With only a few weeks left before state lawmakers adjourn for the year, Gov. Gavin Newsom is making a last-minute push to extend the life of California’s last nuclear plant.
Newsom’s proposal, released last week, would allow the Diablo Canyon nuclear plant on the Central Coast to keep operating until 2035, 10 years after its planned closure in 2025. The governor has argued that running the plant’s two nuclear reactors for another decade would be a stopgap measure to help California keep the lights on when power demand surges on hot summer evenings and fight climate change by preserving an around-the-clock source of carbon-free electricity until more renewable energy comes online.
But giving new life to nuclear power is such a big change, with so many trade-offs, that Newsom needs to make the case that his plan will support the state’s transition to renewable energy, rather than slowing it down, will actually prevent blackouts and will avert more environmental risks than it prolongs.

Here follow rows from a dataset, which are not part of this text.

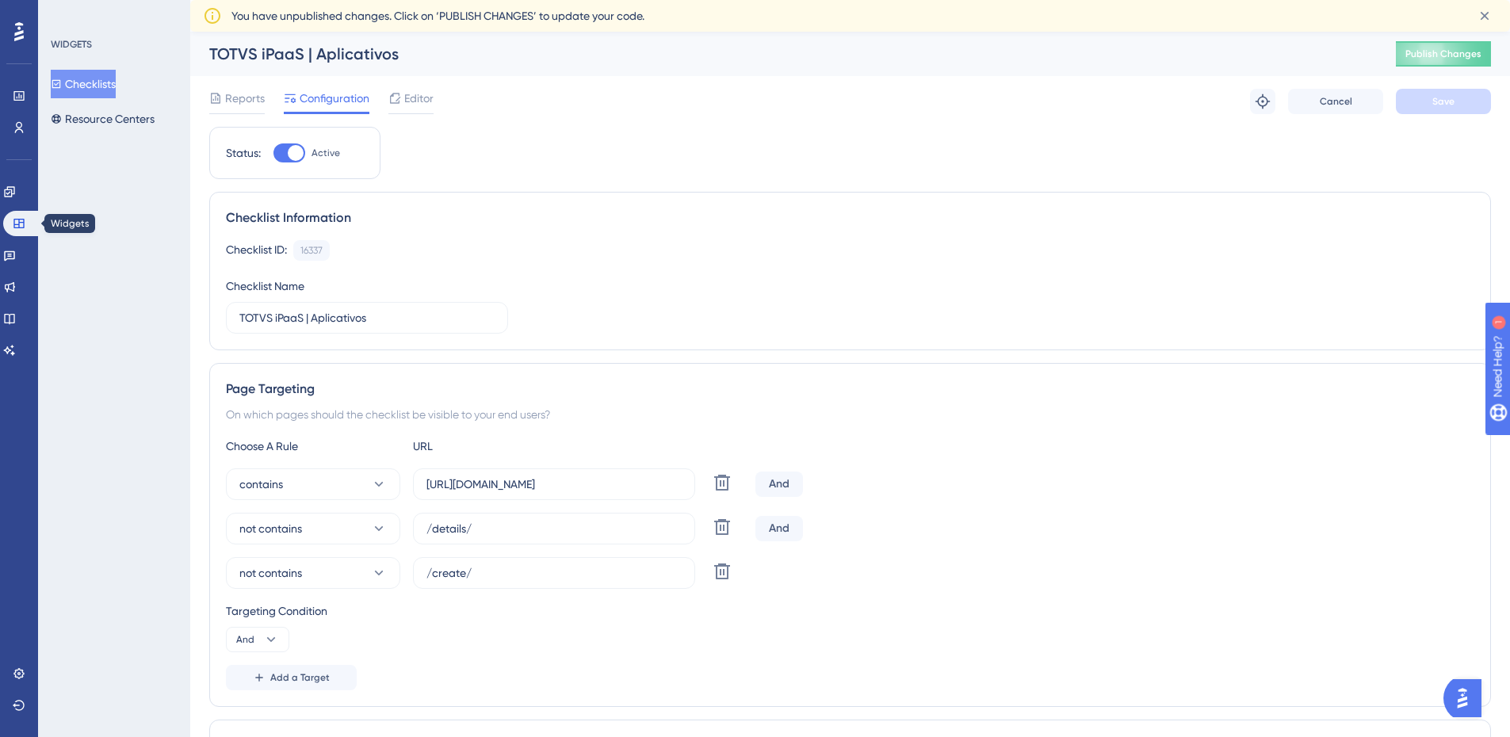  What do you see at coordinates (113, 14) in the screenshot?
I see `div: 1` at bounding box center [113, 14]. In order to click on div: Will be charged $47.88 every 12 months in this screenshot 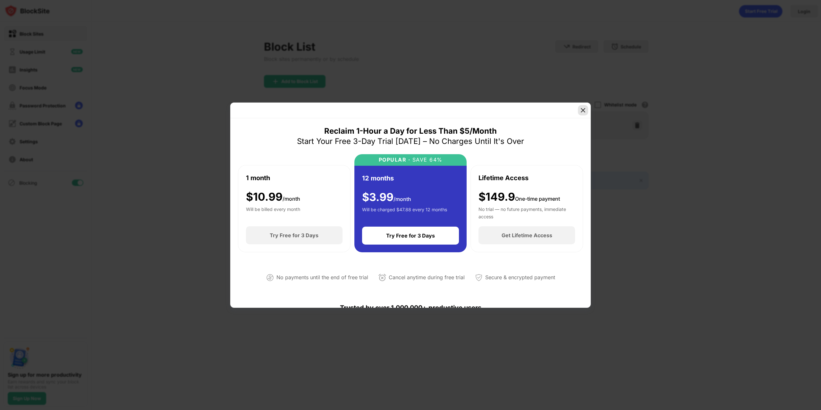, I will do `click(405, 213)`.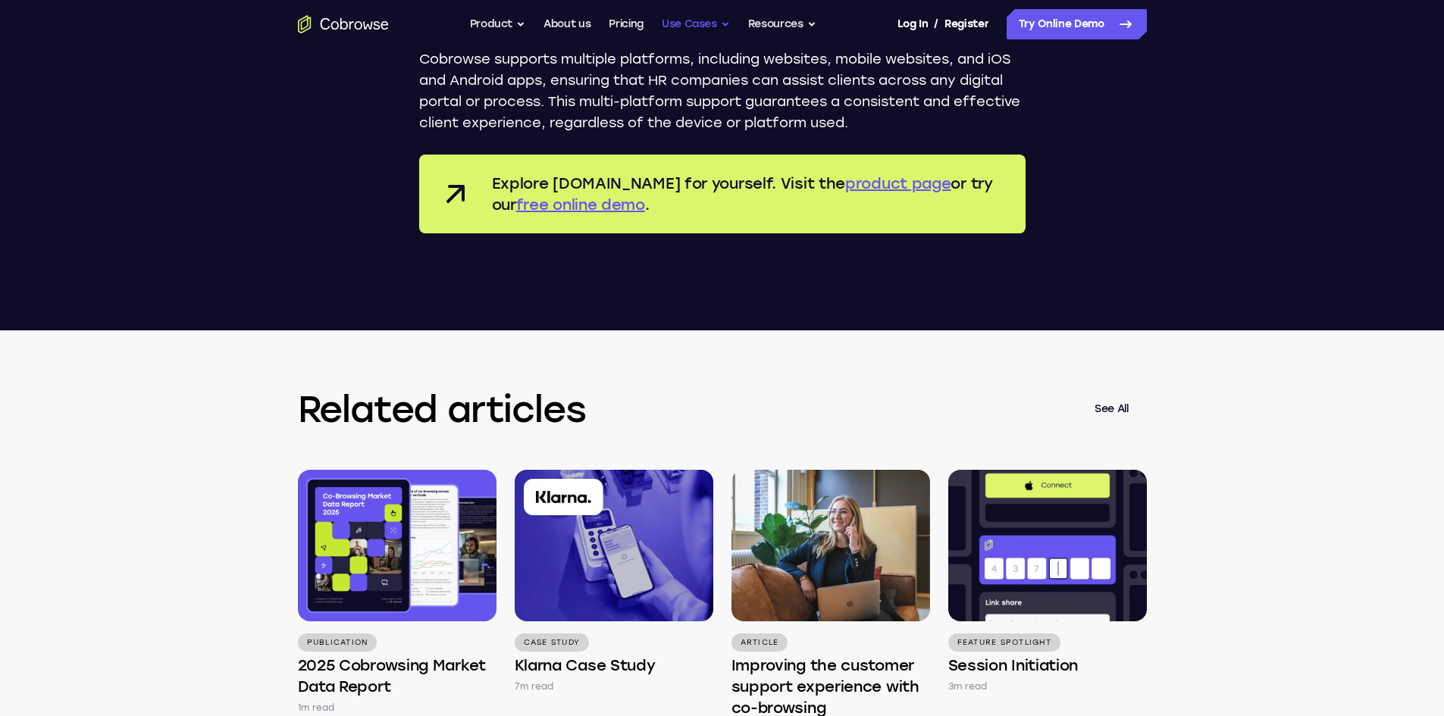  What do you see at coordinates (552, 643) in the screenshot?
I see `p: Case Study` at bounding box center [552, 643].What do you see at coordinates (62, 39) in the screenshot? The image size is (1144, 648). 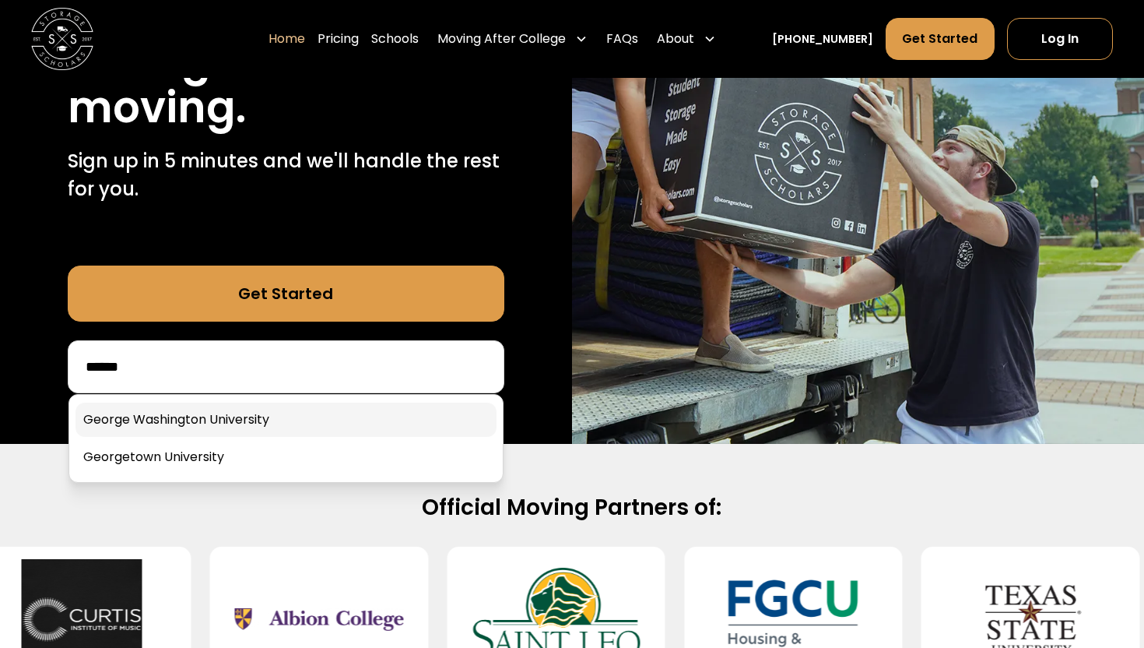 I see `img: Storage Scholars main logo` at bounding box center [62, 39].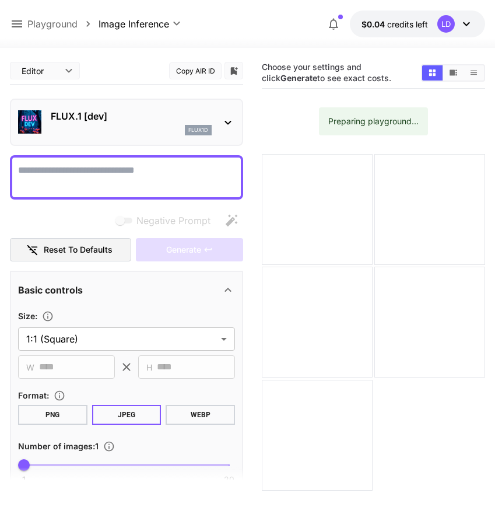 Image resolution: width=495 pixels, height=517 pixels. Describe the element at coordinates (195, 71) in the screenshot. I see `button: Copy AIR ID` at that location.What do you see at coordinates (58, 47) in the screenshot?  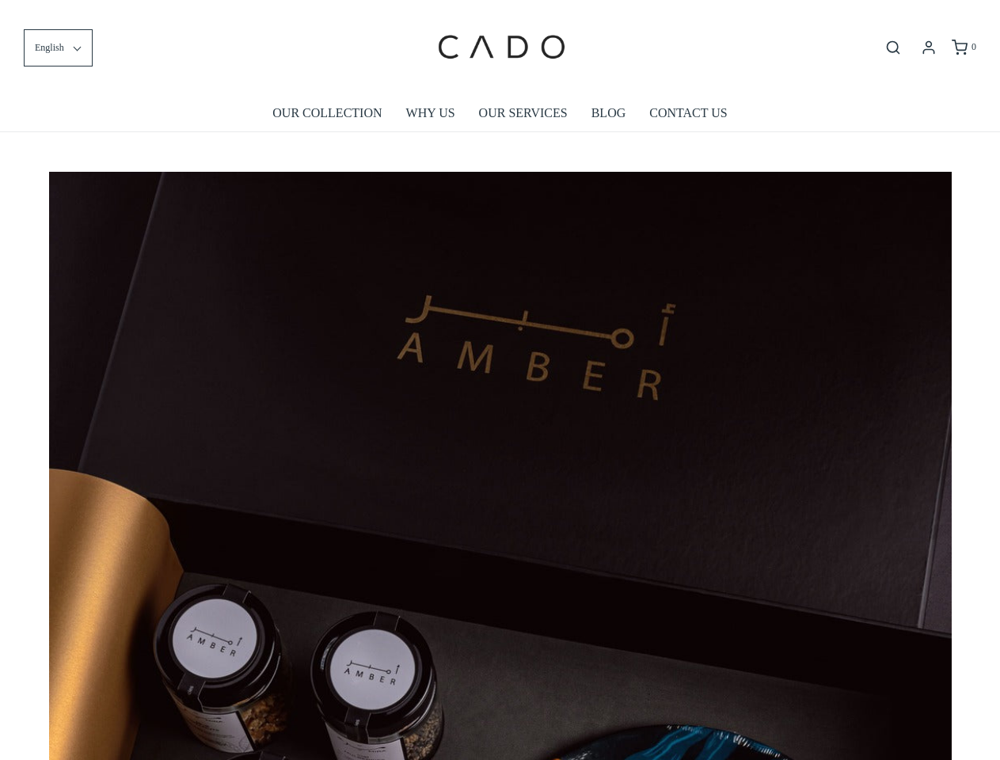 I see `button: English` at bounding box center [58, 47].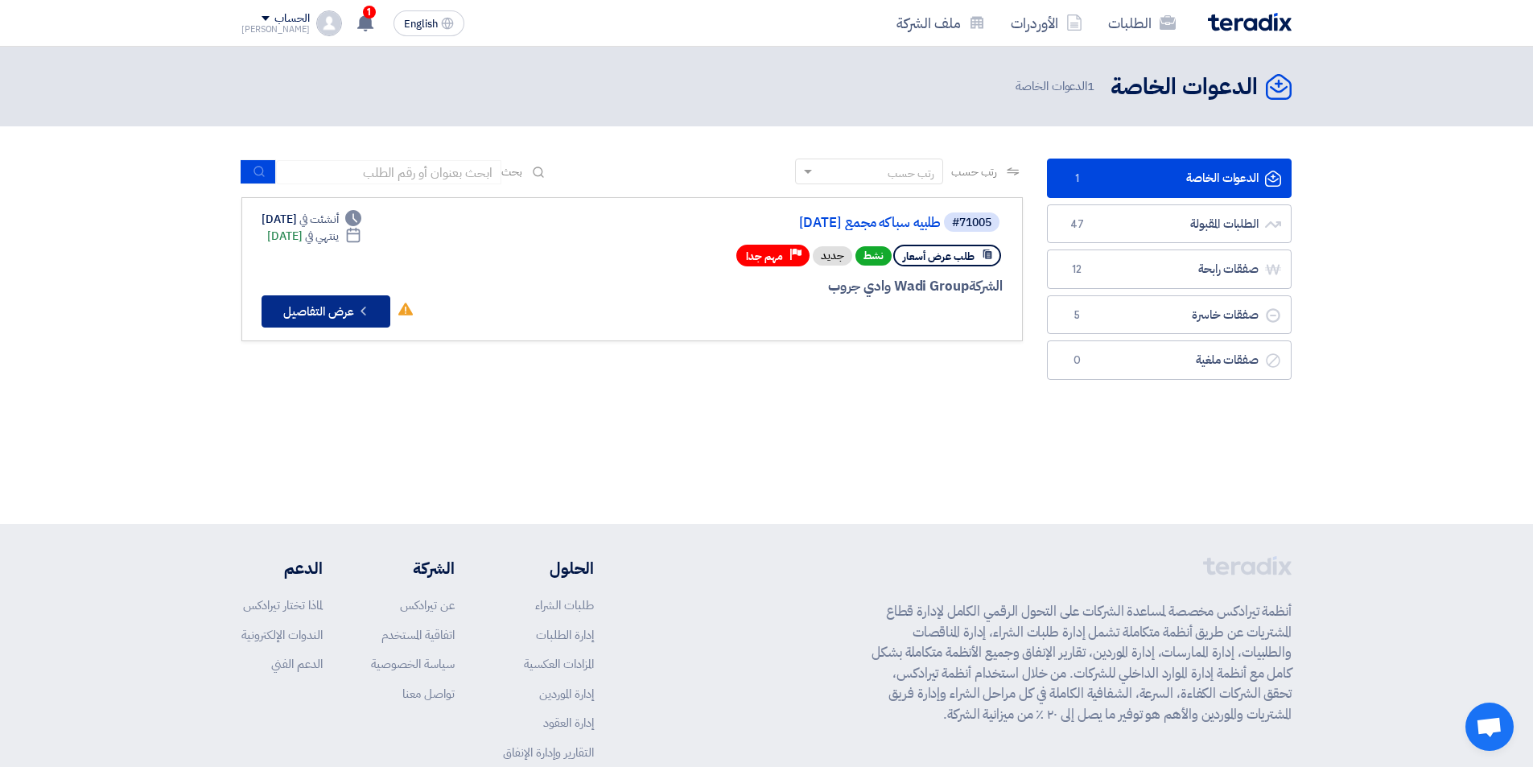 The width and height of the screenshot is (1533, 767). What do you see at coordinates (1169, 178) in the screenshot?
I see `a: الدعوات الخاصة1` at bounding box center [1169, 178].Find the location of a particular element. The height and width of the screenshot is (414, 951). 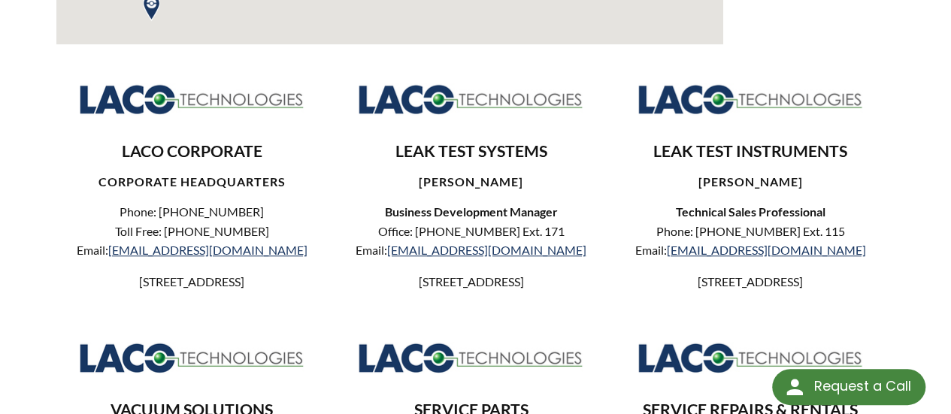

img: round button is located at coordinates (795, 387).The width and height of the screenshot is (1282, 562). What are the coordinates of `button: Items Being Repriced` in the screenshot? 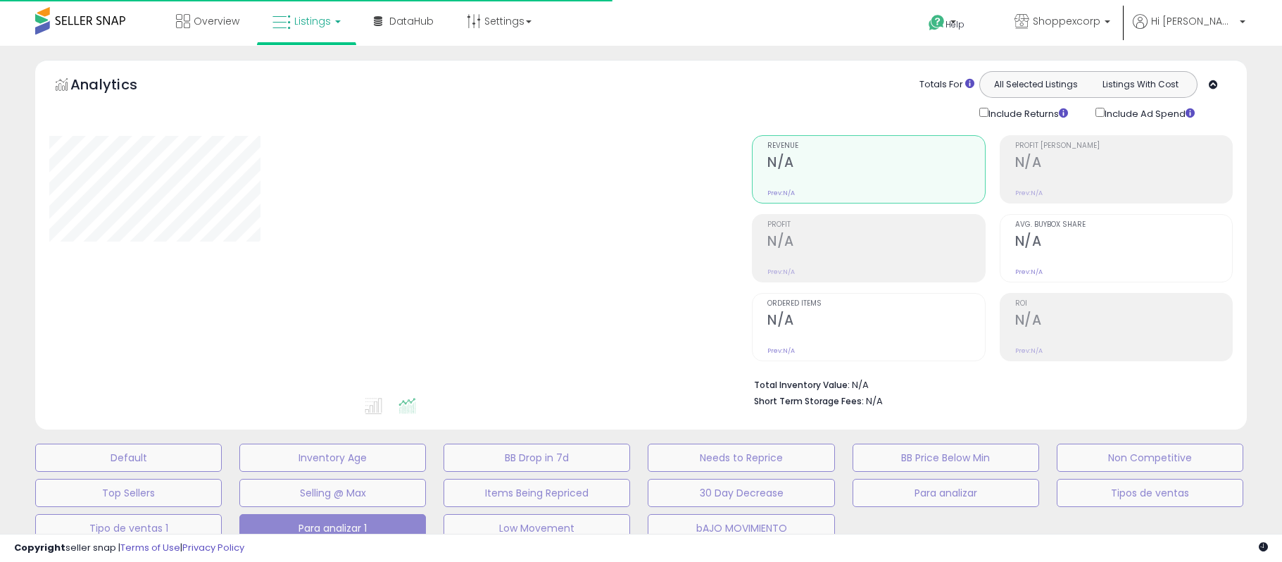 It's located at (537, 493).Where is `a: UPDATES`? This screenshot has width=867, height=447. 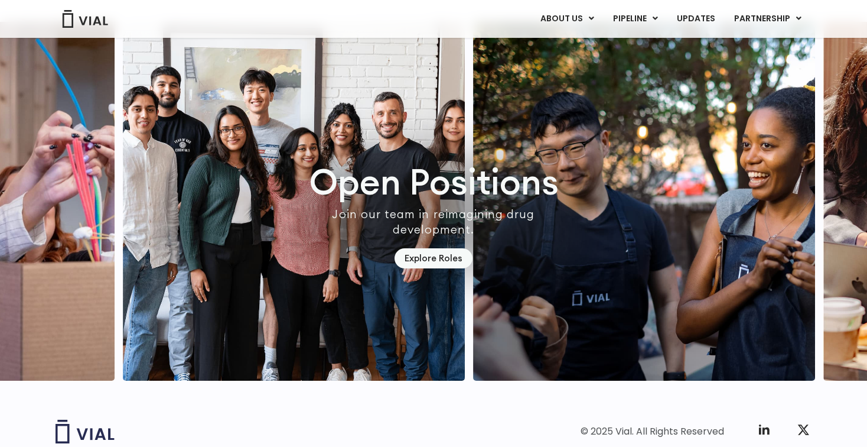
a: UPDATES is located at coordinates (696, 19).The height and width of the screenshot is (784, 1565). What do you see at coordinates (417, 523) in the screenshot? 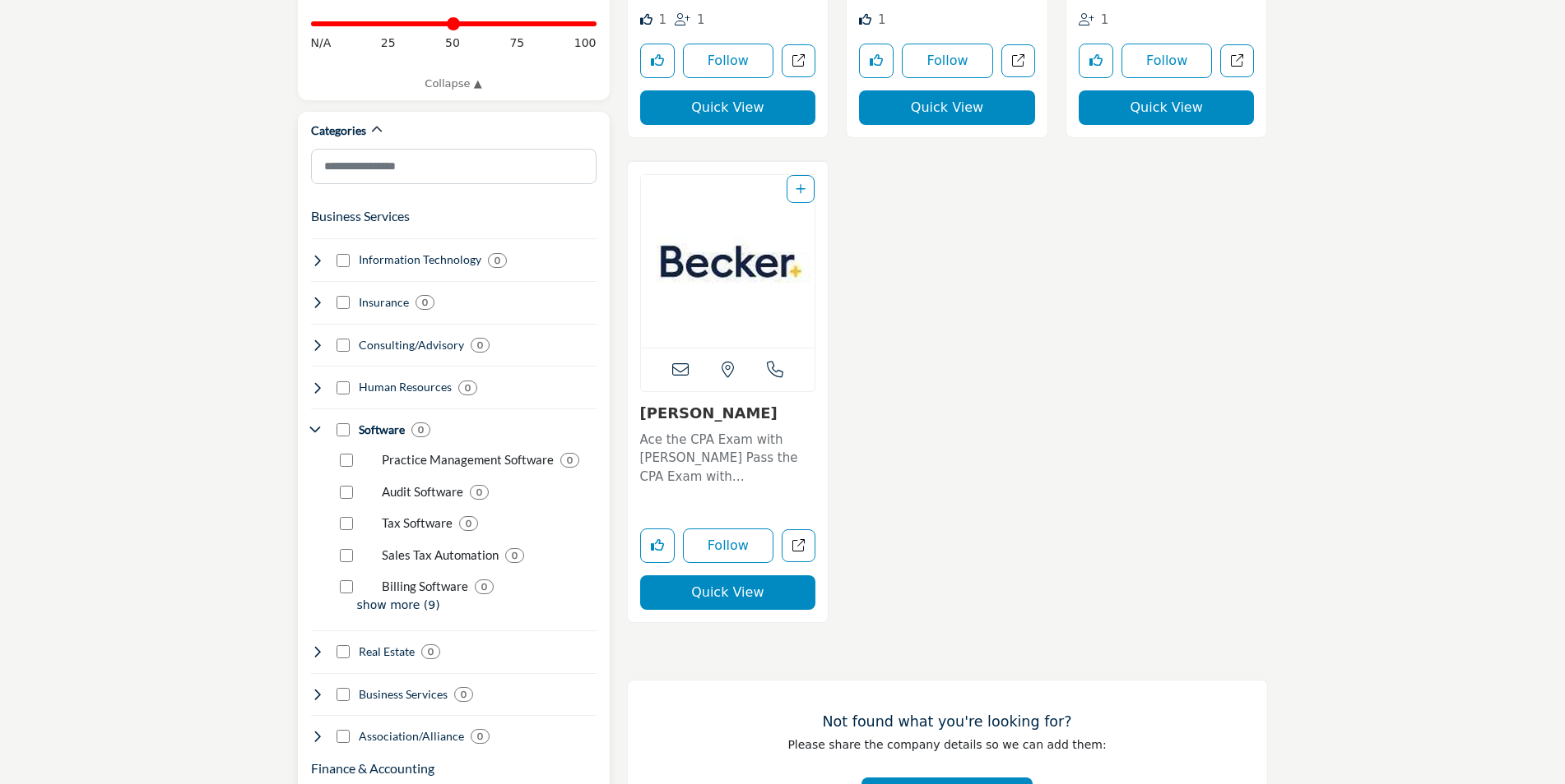
I see `p: Tax Software: Filing, prep, workflow software` at bounding box center [417, 523].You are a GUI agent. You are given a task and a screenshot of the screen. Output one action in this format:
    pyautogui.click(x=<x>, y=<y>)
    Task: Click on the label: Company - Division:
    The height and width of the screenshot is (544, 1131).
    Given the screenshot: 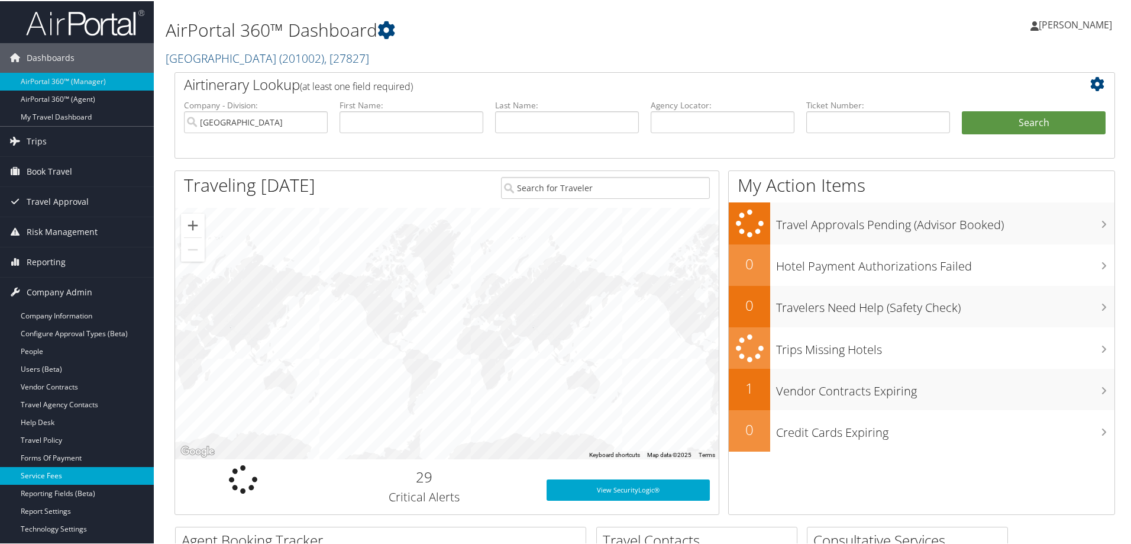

This board has argued against extending the life of the aging plant, based not only on the environmental and seismic hazards but the practical realities of getting it relicensed and approved to stay open beyond 2025. Under current law, that would require Pacific Gas & Electric Co. to spend billions of dollars to upgrade its marine life-killing seawater cooling system and address seismic safety, including concerns that an earthquake could cause the release of deadly radiation. Such efforts and resources could be put to better use accelerating the deployment of renewable energy and storage projects, which not only are less expensive than nuclear but also are what we need to be doing anyway to prevent a catastrophic warming of the planet.
Newsom’s draft legislation seeks to avoid some of these obstacles, by giving PG&E a $1.4-billion forgivable loan to help pay for permitting and to access federal funds. The proposal also postpones the plant’s compliance deadline to stop sucking up ocean water for cooling, and exempts the plan from environmental review and other rules that could stand in the way.
The governor has been scrambling to secure the state’s power grid against blackouts during hot summer evenings when risk of energy shortfalls is highest because solar power drops off but demand for cooling persists. In June he pushed through another polarizing piece of legislation that seeks to prevent outages by, among other things, accelerating permitting of energy projects and creating a strategic reliability reserve that makes it easier for state officials to deploy gas and diesel generators and buy electricity from coastal gas plants that are also scheduled to close in the coming years.
Officials with the governor’s office argue that both the reliability reserve and Diablo Canyon are last-resort options that they wouldn’t be doing if the state’s procurement of clean energy wasn’t behind schedule and they weren’t seriously worried about energy shortfalls.
Newsom first floated the idea of extending Diablo Canyon’s life in an April interview with this board. The governor said he started thinking about delaying the closure in August 2020, when California experienced its first rolling blackouts in nearly two decades during a severe heat wave, and more recently, in response to projections by the California Independent System Operator that more power shortages are possible in the coming years.
But the onus is on Newsom and his administration to clearly explain those projections and demonstrate how future blackouts will be avoided through continued operation of Diablo Canyon — which, after all, was operating during 2020 when hundreds of thousands of people lost power. State officials also need to spell out how the plan would ensure safe operation of an aging plant and reduce its many impacts on the environment, especially because it would skirt some of the reviews designed to uncover and address such problems.
The worries about reliability are ultimately a failure of the state Public Utilities Commission to quickly line up adequate renewable energy resources to provide power after the sun goes down, including wind farms, geothermal plants and battery storage. It’s not for lack of time; regulators have known since 2016, when PG&E reached an agreement with environmental groups to close the plant’s two reactors, that they would need to replace the carbon-free electricity it provides with renewable energy and storage. Only in 2021 did regulators order utilities to deploy a huge amount of new clean electricity resources by 2026.
It’s incredibly disappointing that, given so much lead time, state officials can offer no assurances that closing Diablo Canyon, which produces about 6% of California’s electricity, won’t create a void that is filled by gas plants and drives up carbon emissions. The governor’s proposal blames the holdup, in part, on supply chain disruptions, tariff disputes and other delays. But we need to be sure that postponing the plant’s shutdown does not slow more aggressive climate action.